[OS X TeX] "Hijacking" a thread

Alain Schremmer schremmer.alain at gmail.com
Tue Nov 4 12:27:27 CET 2008


On Nov 4, 2008, at 2:04 AM, Christopher Menzel wrote:

> Joseph C. Slater wrote:
>> Seriously. Stop using this thread. Start a new one. Sent an email  
>> to macosx-tex at email.esm.psu.edu to start one. I'll even start it  
>> for you.
>
> Well, maybe I'm more clueless than most, but I didn't have even an  
> inkling that Joseph Slater's curt message was targeting me until he  
> made an example of me (and also falsely accused me of top-posting  
> -- the ignominy!).  On the off chance that others might be equally  
> clueless, and as penance for my transgressions, let me use my  
> breach of netiquette as a "teaching moment" instead of a mere  
> object of scorn: To "hijack" a thread is to start what you *think*  
> is a new thread by *replying* to a message in an existing thread  
> and changing the Subject header instead of beginning a new message  
> that you explicitly address to the list yourself.  You might think  
> (as I did) that these are two paths to the same end, but the  
> problem is that, when you reply to a message in an existing thread,  
> an identifier is preserved in your message (in the usually hidden  
> "In-Reply-To" header) that points to the replied-to message, and  
> this identifier is used by mail clients capable of subject  
> threading (as most are) to reconstruct threads.  Hence, if you try  
> to start a new thread by replying to a message in an existing  
> thread, even if you supply a new Subject header, you succeed only  
> in super-gluing your completely irrelevant message, and all  
> followups to that message, to the existing thread -- the thread has  
> been hijacked.  Note this also affects the list archives, as the In- 
> Reply-To headers are used to construct threads for the archives as  
> well.
>
> I hope that's helpful to some folks.

Guilty as charged. In fact, I am a repeat offender.

But why would an identifier be hidden?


Work request: Across all the entries, how many lines hold "bend"? Answer with that number and nothing else.

Content starts

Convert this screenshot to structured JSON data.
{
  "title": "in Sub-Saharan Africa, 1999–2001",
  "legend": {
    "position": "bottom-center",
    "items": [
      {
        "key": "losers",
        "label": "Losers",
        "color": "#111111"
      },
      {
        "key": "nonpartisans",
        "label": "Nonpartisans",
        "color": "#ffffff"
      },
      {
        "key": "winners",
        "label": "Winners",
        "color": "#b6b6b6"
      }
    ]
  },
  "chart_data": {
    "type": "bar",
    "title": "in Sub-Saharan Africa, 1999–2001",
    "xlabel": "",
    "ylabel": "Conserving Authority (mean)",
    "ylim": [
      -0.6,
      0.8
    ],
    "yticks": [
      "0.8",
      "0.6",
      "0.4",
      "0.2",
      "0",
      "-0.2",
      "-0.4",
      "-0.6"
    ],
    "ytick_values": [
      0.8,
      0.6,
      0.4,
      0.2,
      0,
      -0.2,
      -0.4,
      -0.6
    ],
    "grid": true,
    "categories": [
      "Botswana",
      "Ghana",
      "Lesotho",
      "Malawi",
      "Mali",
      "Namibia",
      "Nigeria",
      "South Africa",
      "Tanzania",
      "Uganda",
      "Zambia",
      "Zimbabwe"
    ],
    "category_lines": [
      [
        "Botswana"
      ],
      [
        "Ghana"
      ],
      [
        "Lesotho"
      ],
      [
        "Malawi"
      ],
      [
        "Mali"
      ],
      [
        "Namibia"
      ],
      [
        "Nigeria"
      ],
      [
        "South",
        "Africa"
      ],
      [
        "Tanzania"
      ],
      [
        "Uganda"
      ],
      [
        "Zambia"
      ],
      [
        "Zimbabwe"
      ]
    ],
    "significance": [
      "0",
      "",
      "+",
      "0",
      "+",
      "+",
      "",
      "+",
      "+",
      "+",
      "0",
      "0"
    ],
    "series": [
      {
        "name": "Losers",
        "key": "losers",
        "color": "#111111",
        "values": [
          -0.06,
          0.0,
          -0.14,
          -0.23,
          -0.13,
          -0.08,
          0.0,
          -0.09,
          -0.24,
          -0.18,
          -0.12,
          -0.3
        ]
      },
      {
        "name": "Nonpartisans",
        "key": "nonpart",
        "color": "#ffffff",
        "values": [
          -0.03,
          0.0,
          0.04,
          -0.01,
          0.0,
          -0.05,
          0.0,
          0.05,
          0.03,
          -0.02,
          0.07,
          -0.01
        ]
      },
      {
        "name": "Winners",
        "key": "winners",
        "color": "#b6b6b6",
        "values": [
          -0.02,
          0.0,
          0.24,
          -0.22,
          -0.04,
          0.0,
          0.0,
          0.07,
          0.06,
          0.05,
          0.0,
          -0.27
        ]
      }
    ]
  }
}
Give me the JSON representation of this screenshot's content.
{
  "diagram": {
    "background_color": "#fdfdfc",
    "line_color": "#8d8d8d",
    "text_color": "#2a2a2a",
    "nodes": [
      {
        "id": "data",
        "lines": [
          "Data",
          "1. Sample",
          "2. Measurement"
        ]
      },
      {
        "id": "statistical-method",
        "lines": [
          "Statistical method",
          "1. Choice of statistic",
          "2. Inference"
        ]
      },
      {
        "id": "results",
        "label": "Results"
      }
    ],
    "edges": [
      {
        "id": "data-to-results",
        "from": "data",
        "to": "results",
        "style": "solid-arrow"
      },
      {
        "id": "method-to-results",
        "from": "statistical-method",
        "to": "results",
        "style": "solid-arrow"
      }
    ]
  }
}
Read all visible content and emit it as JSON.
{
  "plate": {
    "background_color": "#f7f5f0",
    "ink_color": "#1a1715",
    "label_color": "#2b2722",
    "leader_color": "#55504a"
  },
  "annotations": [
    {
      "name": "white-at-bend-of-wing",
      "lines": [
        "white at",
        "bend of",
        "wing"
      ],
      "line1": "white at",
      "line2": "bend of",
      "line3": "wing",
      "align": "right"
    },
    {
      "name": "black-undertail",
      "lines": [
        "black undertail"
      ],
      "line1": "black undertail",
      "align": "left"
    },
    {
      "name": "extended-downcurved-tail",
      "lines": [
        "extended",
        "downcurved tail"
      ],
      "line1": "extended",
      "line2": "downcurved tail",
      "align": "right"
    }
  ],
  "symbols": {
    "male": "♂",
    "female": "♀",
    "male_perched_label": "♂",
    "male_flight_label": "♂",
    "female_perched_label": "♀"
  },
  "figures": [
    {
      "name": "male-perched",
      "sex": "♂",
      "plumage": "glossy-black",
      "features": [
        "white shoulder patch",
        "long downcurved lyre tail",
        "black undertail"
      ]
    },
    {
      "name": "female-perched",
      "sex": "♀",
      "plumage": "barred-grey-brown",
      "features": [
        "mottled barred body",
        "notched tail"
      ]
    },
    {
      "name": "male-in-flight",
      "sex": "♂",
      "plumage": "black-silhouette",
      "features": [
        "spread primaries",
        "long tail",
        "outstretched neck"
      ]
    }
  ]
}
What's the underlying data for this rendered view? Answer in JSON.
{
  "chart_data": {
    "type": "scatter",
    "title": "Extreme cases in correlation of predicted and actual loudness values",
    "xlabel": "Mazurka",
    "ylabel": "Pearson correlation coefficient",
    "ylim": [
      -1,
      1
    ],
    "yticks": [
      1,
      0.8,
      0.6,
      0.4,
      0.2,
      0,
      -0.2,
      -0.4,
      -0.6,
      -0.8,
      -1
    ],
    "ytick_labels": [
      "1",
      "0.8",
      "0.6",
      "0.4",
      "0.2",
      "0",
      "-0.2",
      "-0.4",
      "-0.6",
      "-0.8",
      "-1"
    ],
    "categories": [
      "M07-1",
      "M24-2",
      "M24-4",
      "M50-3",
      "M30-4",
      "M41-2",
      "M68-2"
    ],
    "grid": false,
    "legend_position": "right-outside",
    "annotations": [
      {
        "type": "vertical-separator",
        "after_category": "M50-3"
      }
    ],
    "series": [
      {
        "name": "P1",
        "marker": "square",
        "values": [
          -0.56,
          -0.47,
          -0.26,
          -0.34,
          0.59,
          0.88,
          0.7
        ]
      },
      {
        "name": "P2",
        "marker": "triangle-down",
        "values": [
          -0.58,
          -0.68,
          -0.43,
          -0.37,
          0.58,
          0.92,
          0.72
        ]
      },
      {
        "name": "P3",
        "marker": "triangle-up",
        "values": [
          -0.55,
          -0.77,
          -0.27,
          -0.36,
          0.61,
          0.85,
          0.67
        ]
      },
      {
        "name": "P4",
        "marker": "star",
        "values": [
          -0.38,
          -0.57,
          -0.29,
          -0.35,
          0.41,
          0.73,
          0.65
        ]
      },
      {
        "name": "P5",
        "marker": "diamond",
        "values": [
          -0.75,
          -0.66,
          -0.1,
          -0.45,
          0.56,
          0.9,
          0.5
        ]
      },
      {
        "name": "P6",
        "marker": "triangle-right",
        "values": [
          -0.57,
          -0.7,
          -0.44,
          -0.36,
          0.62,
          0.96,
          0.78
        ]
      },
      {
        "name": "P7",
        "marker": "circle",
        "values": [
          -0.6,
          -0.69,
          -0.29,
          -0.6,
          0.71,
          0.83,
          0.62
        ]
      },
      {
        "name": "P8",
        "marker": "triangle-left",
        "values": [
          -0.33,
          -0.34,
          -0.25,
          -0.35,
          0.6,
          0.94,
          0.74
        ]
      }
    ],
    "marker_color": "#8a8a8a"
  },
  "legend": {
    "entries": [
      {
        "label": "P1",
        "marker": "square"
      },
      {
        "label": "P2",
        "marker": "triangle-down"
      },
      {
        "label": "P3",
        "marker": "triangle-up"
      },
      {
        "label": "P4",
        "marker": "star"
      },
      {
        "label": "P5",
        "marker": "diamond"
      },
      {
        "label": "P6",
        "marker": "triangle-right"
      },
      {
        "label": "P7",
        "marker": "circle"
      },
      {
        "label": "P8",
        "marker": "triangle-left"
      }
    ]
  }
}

Content ends

Answer box: 3